Assignment. Using the data below, restate exactly every line from the one with "The height and" up to and including the one with "Describe the element at coordinates (626, 323)". No picture belongs in it.
(Data extracts begins)
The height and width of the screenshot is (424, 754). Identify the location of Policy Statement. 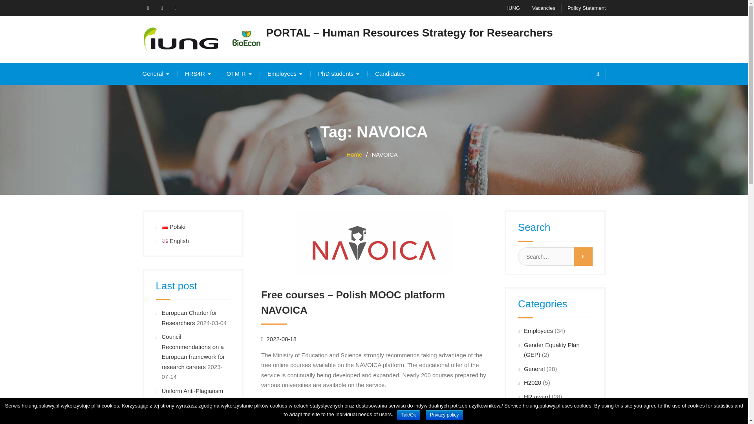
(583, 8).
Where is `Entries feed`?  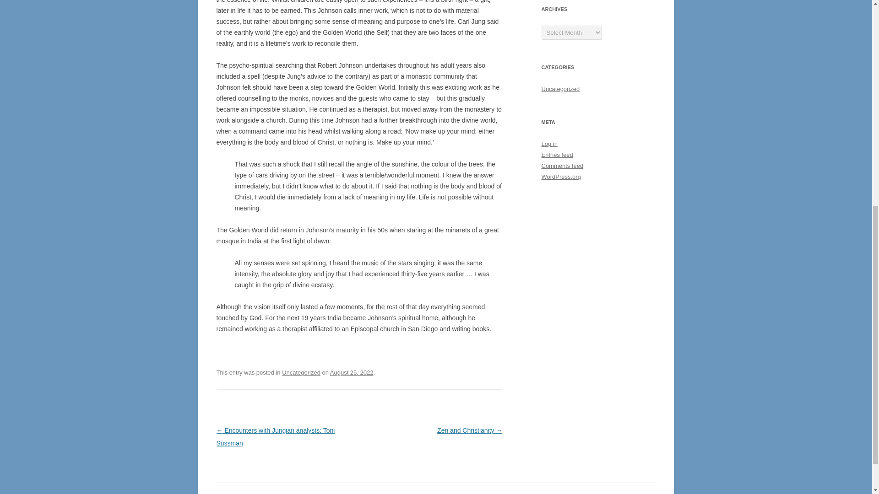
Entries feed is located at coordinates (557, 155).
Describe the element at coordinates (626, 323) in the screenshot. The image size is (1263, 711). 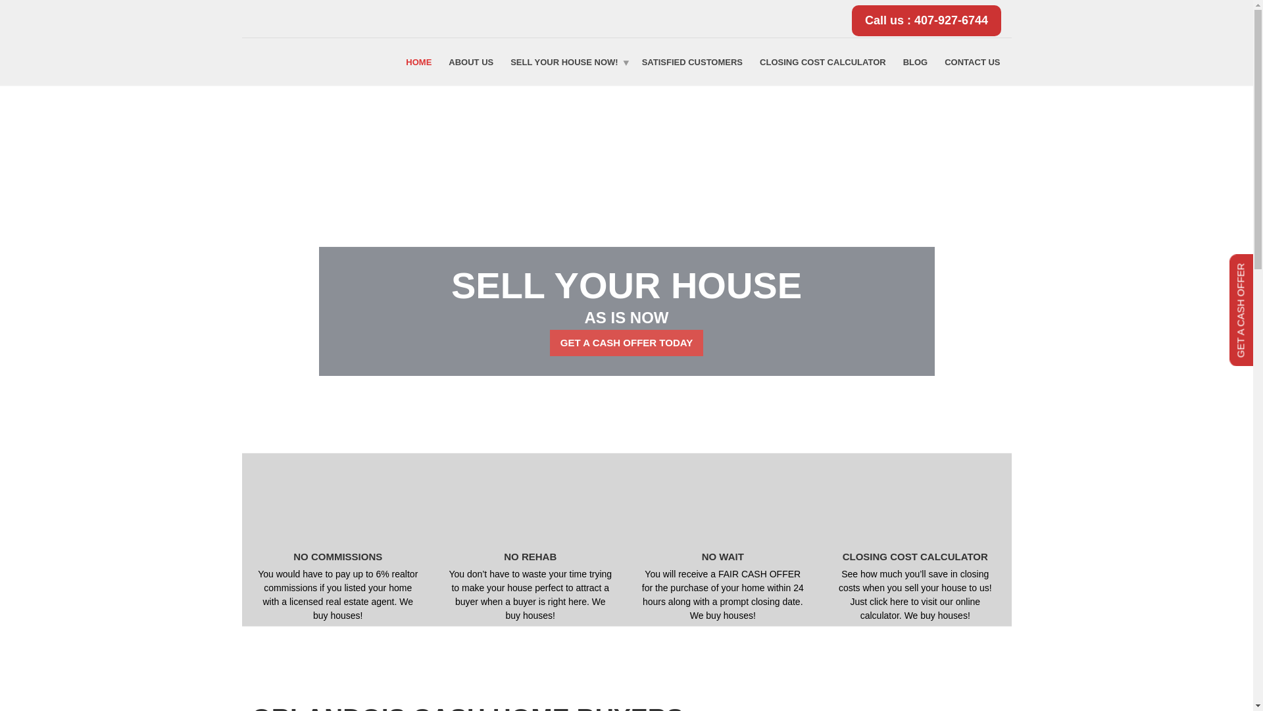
(Data extracts ends)
(Data extracts begins)
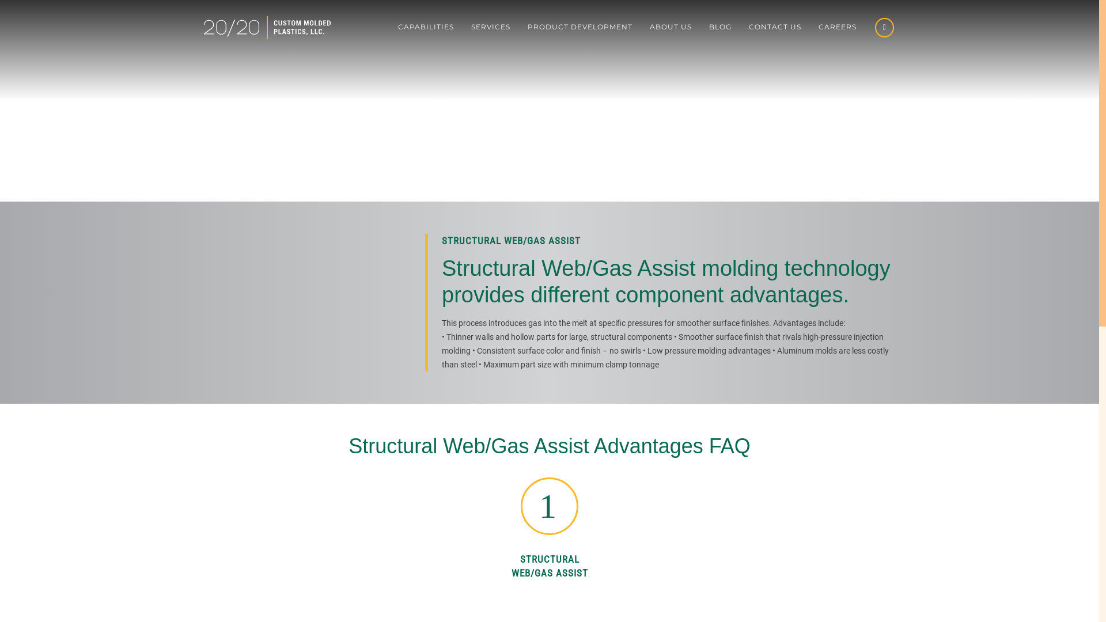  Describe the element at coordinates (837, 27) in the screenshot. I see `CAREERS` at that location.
(Data extracts ends)
Answer to this task.
The height and width of the screenshot is (424, 754). Identify the location of Policy Statement. 
(583, 8).
Where is `Entries feed`?  
Entries feed is located at coordinates (557, 155).
Describe the element at coordinates (626, 323) in the screenshot. The image size is (1263, 711). 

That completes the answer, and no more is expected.